Taking note of these risks, and after extensive public discussions and parliamentary deliberations, MeitY has prepared the draft amendments to the IT Rules, 2021, it said, adding that the move aims to strengthen due diligence obligations for intermediaries, particularly social media intermediaries (platforms with 50 lakh or more users like Meta) and significant social media intermediaries (SSMIs), as well as for platforms that enable the creation or modification of synthetically generated content.

It requires significant social media platforms to obtain a user declaration on whether uploaded information is synthetically generated, deploy reasonable and proportionate technical measures to verify such declarations, and ensure that synthetically generated information is clearly labelled or accompanied by a notice indicating the same.

The proposed amendments, as outlined in the draft notification, introduce a clear definition of ‘synthetically generated information’, as well as labelling and metadata embedding requirements for such information to ensure users can distinguish synthetic from authentic content, according to the draft.

The draft introduces a new clause defining synthetically generated content as information that is artificially or algorithmically created, generated, modified or altered using a computer resource, in a manner that appears reasonably authentic or true.

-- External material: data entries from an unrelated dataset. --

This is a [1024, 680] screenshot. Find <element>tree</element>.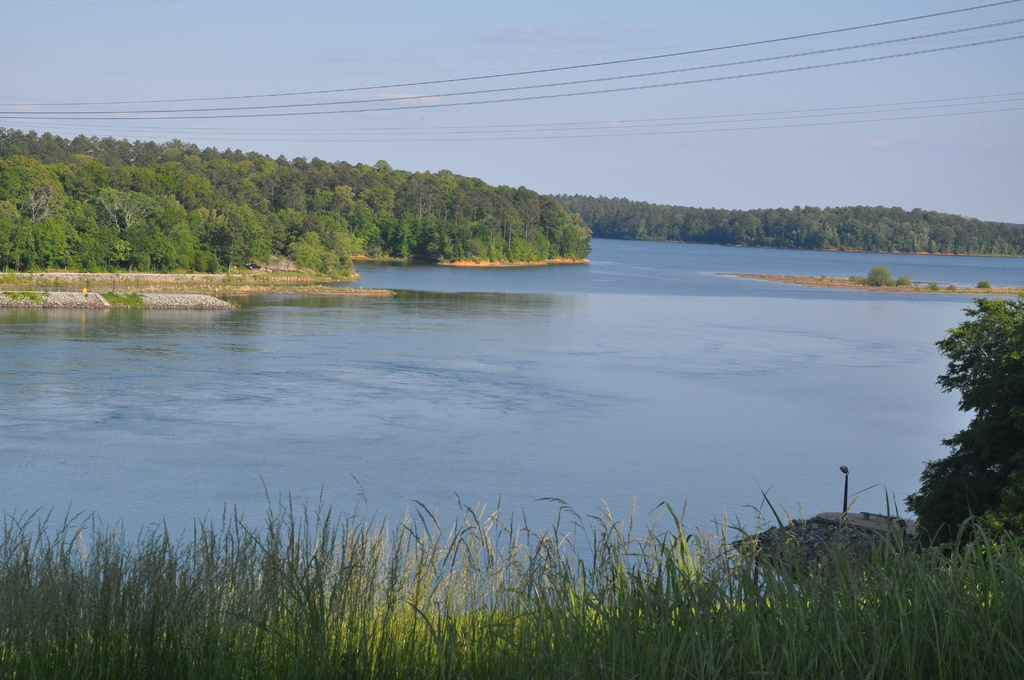
Bounding box: 904, 303, 1023, 553.
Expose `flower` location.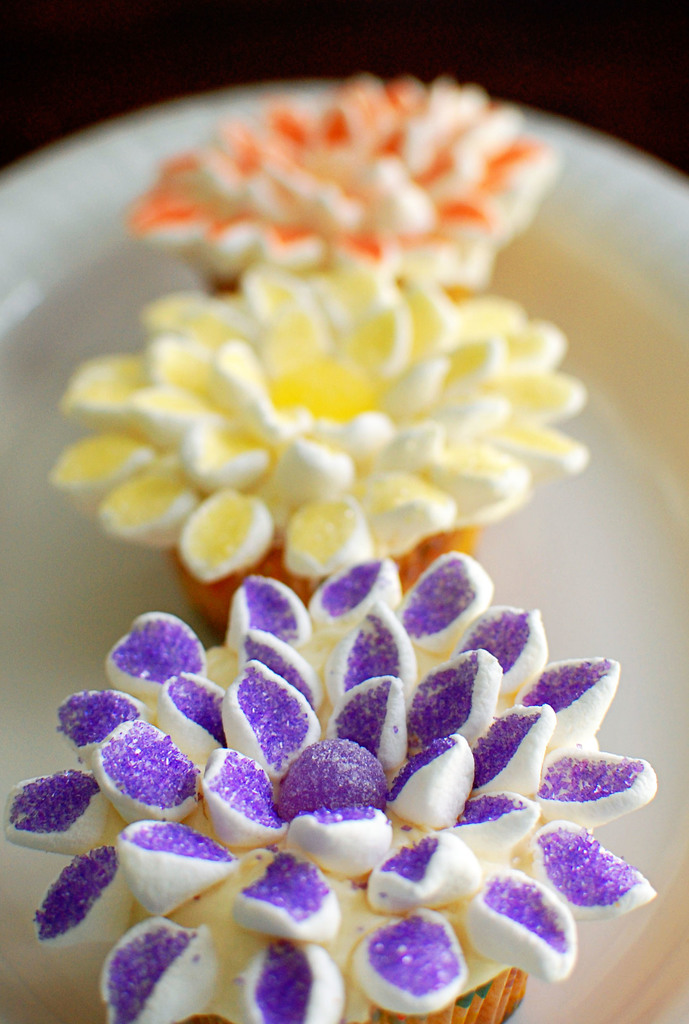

The proposed tweaks in IT rules also introduce visibility and audibility standards, meaning synthetic content will have to be prominently marked, including a minimum 10 per cent visual or initial audio duration coverage; and enhanced verification and declaration obligations for significant social media platforms, mandating reasonable technical measures to confirm whether uploaded content is synthetically generated and to label it accordingly.

New rules to ensure greater accountability

These amendments are intended to promote user awareness, enhance traceability, and ensure accountability while maintaining an enabling environment for innovation in AI-driven technologies, the IT Ministry said.

It has sought feedback/comments on the draft amendment to the IT rules till November 6, 2025.

“Recent incidents of deepfake audio, videos and synthetic media going viral on social platforms have demonstrated the potential of generative AI to create convincing falsehoods – depicting individuals in acts or statements they never made. Such content can be weaponised to spread misinformation, damage reputations, manipulate or influence elections, or commit financial fraud,” said the accompanying explanatory note on the IT Ministry website.

Globally and domestically, policymakers are increasingly concerned about fabricated or synthetic images, videos, and audio clips (deepfakes) that are indistinguishable from real content, and are being blatantly used to produce non-consensual intimate or obscene imagery; mislead the public with fabricated political or news content; commit fraud or impersonation for financial gain.

The IT Rule changes seek to provide statutory protection to intermediaries, removing or disabling access to synthetically generated information based on reasonable efforts or user grievances.

It mandates that intermediaries offering computer resources enabling creation or modification of synthetically generated information must ensure that such information is labelled or embedded with a permanent unique metadata or identifier; stipulates that such label or identifier must be visibly displayed or made audible in a prominent manner on or within the synthetic content, covering at least 10 per cent of the surface area of a visual display or, in the case of audio content, during the initial 10 per cent of its duration. The label or identifier must enable immediate identification of the content as synthetically-generated information.

The rule further prohibits intermediaries from modifying, suppressing, or removing such labels or identifiers.